BLOG POST

Failing to Deliver on Family Planning? Funding in Crisis

May 19, 2016

More than 5000 international personalities and technical experts are wrapping up the Women Deliver Conference in Copenhagen this week. The topic: how to empower women, reduce gender inequality, and improve the sexual and reproductive health of women and girls in low- and middle-income countries.

Family planning and reproductive health commodities are central to this broader agenda. Yet according to our onsite sources, the conference has barely (if at all) remarked on the funding cuts that UNFPA, the United Nations Population Fund, has experienced since last year.

This funding crisis unfortunately has its roots in Women Deliver’s Scandinavian backyard. Denmark, the country playing host to the conference, has actually cut its funding to UNFPA in half since last year, thereby affecting the organization’s ability to purchase family planning commodities on behalf of low-income countries. The Guardian also reported that Finland, two years ago UNFPA’s third largest donor, has reduced its core funding to the agency from €33.55m (£26.3m) last year to €19m in 2016.

These cuts to UNFPA run deep. Worse still, most of these decisions have been taken with little advance notice, from one fiscal year to the next, allowing no time for other donors to substitute or for recipient country governments to budget the expenditure themselves.

While there is much to say about how to make UNFPA more effective, the organization’s family planning commodities procurement and distribution program (UNFPA Supplies) is a star, purchasing and supplying commodities for about a third of all users of modern contraceptives in Family Planning 2020 focus countries. The UNFPA commodities program is also notable for its data transparency and demand forecasting efforts (see here).

Data provided to me by UNFPA suggests that the supplies trust fund had a terrible year in 2015 (receiving about 40% of what it received in 2014) and the situation looks about the same for 2016.

UNFPA Supplies Committed vs Needed 2016 - major gaps in 2015 and projected for 2016

So what’s going on? Aid budgets are under pressure to respond to the European refugee crisis, as in Sweden. UN contributions are increasingly scrutinized, as in Finland. Norway bet its money on the Global Financing Facility at the World Bank.

Together, it’s a perfect storm for UNFPA Supplies; the agency now estimates a US$750 million funding gap for 2016-2020 just to maintain current activities. And on the current trajectory, achieving the FP2020 or SDG goals looks entirely off the table.  

What is Women Deliver—an advocacy conference—doing to help raise money for the cause? Where is Family Planning 2020 on this topic? Here is a do-or-die moment for the so-named accountability mechanisms to create accountability; can they rise to the occasion? 

Disclaimer

CGD blog posts reflect the views of the authors, drawing on prior research and experience in their areas of expertise. CGD is a nonpartisan, independent organization and does not take institutional positions.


**THE TASK**
Please find all lines in the data that hold the string "caption" and copy them.

(Stored items)

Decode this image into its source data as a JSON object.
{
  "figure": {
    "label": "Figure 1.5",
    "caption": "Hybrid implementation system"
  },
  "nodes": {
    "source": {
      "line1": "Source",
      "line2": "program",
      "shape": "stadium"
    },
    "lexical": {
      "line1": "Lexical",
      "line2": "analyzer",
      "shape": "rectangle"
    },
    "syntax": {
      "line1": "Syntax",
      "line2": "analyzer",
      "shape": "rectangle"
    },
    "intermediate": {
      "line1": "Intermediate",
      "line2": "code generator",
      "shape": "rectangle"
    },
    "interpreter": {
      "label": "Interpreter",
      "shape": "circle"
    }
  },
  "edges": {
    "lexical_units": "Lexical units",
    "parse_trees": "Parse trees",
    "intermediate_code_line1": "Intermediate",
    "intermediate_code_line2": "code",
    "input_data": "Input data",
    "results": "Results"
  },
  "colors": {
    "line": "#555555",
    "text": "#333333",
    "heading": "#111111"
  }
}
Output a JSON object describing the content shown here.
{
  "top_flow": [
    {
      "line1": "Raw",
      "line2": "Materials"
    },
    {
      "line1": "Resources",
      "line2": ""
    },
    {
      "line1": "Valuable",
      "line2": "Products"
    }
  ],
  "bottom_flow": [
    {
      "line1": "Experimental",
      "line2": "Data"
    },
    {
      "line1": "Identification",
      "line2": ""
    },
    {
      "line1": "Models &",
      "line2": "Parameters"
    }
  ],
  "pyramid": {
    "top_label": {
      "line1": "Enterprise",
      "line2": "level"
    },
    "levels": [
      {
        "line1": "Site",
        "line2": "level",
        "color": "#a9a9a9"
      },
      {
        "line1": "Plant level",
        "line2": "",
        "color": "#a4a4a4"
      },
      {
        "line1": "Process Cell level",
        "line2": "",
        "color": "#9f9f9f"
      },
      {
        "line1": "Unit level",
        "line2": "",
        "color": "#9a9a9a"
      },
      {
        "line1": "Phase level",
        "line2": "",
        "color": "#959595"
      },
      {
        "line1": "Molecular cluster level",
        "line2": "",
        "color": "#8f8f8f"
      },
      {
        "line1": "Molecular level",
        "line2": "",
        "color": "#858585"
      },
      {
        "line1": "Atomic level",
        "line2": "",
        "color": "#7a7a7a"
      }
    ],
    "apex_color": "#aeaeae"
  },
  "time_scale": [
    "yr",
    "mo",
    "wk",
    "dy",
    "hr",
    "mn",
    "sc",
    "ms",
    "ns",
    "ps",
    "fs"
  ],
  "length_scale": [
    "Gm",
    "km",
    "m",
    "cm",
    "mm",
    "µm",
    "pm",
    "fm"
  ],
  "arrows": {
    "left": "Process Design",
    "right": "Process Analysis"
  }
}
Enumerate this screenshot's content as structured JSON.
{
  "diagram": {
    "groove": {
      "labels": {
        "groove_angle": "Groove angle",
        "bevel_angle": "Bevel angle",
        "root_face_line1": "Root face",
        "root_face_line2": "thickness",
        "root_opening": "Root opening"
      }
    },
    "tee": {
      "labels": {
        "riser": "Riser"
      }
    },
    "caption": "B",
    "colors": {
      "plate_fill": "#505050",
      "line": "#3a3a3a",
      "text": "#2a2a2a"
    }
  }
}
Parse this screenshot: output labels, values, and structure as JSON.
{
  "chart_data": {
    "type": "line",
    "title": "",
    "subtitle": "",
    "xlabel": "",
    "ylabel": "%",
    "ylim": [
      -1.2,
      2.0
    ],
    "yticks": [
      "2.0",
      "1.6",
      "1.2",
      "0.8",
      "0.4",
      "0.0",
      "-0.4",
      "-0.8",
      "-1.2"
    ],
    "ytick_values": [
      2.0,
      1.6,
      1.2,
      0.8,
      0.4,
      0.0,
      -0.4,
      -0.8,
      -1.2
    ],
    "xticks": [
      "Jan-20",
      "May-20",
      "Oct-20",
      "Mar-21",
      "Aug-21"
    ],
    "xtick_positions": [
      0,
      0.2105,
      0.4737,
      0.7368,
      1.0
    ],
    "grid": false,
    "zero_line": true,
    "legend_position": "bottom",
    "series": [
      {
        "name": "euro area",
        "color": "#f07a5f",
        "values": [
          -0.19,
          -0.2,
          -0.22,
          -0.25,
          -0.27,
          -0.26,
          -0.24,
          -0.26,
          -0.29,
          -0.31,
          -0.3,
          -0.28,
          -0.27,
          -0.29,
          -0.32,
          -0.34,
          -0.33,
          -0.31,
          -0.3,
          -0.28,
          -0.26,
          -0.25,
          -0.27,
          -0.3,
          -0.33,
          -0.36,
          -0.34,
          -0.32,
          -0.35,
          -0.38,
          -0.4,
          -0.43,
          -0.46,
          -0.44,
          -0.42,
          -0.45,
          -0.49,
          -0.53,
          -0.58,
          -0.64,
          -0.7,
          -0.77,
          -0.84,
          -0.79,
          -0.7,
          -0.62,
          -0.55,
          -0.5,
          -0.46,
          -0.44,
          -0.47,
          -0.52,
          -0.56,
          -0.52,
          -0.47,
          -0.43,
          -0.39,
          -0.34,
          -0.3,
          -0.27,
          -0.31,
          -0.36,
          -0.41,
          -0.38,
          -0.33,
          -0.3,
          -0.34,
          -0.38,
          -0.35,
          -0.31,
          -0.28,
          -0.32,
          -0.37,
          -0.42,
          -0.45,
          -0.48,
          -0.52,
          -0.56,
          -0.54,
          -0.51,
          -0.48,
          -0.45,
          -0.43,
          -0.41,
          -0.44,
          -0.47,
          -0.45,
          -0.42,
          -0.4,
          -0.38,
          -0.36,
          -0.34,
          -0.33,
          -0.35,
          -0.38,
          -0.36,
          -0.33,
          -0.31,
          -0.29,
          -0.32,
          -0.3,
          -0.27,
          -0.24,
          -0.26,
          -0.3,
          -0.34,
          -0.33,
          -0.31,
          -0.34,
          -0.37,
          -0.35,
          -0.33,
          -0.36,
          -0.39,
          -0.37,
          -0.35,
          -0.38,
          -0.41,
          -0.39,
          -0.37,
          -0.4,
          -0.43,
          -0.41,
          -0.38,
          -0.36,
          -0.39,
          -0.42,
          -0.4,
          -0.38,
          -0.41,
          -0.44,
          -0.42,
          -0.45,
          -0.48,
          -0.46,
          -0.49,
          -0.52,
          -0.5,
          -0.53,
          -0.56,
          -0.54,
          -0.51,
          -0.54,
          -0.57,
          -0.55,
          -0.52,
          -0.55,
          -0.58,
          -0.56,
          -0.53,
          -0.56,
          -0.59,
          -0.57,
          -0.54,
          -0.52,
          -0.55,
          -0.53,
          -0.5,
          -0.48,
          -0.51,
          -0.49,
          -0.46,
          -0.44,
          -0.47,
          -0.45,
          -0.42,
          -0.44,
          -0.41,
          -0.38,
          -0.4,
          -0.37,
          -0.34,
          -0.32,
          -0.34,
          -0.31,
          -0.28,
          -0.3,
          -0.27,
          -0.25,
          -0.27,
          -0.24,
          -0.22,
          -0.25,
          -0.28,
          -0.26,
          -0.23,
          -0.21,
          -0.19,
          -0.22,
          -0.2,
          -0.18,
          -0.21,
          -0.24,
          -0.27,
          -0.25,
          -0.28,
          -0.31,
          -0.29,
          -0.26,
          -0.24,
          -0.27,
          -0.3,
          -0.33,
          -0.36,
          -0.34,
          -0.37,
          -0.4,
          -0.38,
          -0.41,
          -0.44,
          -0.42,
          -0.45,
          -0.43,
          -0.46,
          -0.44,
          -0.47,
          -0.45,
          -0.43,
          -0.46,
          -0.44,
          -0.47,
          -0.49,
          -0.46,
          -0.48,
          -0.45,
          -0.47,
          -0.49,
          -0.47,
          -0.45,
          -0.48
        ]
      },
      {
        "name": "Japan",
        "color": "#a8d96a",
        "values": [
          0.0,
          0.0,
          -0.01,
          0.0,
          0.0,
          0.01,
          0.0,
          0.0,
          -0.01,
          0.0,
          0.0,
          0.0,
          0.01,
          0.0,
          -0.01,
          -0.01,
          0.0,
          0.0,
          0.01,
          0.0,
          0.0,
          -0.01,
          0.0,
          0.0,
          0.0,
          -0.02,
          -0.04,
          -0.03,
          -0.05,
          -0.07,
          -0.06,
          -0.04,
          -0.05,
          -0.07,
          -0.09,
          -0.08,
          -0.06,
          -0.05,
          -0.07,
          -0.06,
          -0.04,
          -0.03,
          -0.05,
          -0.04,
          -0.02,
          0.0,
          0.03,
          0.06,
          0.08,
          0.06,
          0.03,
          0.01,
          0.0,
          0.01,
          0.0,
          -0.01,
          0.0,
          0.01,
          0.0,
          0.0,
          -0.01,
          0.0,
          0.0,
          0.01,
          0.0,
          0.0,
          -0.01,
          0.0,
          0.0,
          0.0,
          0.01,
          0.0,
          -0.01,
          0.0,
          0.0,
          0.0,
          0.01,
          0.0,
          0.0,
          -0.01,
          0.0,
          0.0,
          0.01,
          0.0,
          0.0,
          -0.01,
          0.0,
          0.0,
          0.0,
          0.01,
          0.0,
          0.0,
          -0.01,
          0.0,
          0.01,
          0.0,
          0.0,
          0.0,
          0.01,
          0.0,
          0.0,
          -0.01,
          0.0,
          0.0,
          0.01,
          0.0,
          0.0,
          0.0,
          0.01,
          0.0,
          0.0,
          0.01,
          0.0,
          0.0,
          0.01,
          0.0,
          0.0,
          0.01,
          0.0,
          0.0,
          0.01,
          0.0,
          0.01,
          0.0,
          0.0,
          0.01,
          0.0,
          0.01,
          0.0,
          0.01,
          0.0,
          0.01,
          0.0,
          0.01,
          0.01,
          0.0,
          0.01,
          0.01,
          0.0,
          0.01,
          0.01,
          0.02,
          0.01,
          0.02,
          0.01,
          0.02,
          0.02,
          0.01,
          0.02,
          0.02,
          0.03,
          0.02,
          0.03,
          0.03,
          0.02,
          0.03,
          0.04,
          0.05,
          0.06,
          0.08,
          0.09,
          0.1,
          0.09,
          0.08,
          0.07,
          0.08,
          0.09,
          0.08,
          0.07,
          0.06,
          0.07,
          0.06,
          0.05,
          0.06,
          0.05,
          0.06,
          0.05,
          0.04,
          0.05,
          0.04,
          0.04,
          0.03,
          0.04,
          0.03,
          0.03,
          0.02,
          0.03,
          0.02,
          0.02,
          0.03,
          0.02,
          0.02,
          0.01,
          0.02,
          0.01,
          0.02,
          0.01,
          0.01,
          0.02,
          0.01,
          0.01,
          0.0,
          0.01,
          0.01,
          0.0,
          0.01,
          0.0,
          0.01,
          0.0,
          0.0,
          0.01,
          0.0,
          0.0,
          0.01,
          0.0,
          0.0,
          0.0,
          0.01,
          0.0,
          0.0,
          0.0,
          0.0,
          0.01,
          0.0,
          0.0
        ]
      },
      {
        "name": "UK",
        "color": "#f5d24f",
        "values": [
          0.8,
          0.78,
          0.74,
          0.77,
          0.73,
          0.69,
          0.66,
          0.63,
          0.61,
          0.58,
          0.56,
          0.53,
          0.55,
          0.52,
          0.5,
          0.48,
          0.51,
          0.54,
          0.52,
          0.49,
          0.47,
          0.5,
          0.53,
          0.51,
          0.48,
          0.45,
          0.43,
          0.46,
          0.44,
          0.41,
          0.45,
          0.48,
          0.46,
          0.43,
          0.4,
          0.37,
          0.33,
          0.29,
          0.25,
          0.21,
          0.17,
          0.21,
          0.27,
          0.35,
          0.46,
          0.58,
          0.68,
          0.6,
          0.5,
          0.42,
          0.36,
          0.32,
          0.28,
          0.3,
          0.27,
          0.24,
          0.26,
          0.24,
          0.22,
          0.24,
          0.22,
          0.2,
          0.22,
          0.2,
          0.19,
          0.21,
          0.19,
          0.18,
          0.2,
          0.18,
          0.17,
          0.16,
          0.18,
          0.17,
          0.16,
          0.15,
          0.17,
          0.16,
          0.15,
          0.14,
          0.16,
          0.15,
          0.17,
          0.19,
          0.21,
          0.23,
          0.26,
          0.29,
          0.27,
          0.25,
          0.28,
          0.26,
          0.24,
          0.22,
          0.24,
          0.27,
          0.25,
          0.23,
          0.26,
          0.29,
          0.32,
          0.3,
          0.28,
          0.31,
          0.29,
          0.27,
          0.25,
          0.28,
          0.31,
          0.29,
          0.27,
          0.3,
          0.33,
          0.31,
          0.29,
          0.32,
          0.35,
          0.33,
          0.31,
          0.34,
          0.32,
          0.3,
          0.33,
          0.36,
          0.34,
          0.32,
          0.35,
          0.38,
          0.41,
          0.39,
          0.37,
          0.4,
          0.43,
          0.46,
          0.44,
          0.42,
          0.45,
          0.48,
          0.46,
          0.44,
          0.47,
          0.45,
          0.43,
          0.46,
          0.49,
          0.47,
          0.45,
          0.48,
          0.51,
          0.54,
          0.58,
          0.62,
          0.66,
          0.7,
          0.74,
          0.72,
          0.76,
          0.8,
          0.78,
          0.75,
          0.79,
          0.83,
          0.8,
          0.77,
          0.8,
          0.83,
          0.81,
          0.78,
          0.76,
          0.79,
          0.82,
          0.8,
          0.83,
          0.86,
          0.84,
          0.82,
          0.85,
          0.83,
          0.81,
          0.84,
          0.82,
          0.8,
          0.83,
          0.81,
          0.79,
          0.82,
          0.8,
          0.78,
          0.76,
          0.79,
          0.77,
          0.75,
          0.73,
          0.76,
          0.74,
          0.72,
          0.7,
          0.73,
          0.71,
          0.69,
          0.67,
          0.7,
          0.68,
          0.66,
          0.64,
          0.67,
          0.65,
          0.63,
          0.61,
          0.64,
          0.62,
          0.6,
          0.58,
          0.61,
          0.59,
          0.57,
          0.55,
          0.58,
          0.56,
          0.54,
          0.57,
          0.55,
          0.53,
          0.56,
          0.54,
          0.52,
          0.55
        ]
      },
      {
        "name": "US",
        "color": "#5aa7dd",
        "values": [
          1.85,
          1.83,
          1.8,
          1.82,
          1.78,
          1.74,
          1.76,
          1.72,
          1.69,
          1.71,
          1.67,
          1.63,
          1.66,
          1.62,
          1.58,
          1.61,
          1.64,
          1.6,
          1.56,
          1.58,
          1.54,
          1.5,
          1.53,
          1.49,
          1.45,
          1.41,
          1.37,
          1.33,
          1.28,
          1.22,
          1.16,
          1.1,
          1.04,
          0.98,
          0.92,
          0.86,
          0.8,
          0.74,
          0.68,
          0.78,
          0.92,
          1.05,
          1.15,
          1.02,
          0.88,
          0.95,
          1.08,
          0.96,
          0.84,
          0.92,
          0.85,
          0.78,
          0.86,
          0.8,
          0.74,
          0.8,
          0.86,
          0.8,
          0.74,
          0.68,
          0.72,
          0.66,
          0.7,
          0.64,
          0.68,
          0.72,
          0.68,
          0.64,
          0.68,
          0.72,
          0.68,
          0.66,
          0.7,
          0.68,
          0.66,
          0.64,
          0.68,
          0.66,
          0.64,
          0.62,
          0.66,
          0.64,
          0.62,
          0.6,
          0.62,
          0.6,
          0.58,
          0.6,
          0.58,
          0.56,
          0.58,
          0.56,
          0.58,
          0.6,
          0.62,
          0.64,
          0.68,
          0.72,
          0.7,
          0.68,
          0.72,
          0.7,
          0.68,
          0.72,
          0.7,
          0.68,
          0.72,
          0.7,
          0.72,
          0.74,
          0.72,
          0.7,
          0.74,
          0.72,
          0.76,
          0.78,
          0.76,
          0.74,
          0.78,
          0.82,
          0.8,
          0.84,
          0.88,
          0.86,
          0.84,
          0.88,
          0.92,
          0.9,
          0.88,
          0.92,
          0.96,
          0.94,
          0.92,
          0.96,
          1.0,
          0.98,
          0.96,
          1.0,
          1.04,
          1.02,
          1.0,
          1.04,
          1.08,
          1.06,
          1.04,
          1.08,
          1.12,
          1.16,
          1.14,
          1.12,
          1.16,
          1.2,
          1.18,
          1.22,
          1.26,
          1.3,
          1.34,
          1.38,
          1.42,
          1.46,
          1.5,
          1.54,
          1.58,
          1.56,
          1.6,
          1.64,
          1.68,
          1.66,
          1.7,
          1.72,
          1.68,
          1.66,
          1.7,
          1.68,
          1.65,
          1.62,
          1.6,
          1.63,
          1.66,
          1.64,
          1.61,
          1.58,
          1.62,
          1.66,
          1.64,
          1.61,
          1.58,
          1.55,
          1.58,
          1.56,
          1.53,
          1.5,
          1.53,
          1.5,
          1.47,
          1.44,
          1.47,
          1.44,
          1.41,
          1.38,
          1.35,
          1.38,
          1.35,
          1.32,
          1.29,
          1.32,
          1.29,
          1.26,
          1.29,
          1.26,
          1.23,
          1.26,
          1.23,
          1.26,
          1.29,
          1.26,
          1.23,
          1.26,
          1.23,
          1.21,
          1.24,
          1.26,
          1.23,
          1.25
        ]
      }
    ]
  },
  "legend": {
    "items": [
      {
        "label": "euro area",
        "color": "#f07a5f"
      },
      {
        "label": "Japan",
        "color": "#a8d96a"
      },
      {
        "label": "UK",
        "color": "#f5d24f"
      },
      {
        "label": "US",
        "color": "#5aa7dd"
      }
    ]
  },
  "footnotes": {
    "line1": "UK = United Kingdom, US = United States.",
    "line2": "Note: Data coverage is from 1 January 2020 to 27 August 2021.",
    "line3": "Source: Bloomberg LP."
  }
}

**WRITTEN RESPONSE**
    "caption": "Hybrid implementation system"
    "caption": "B",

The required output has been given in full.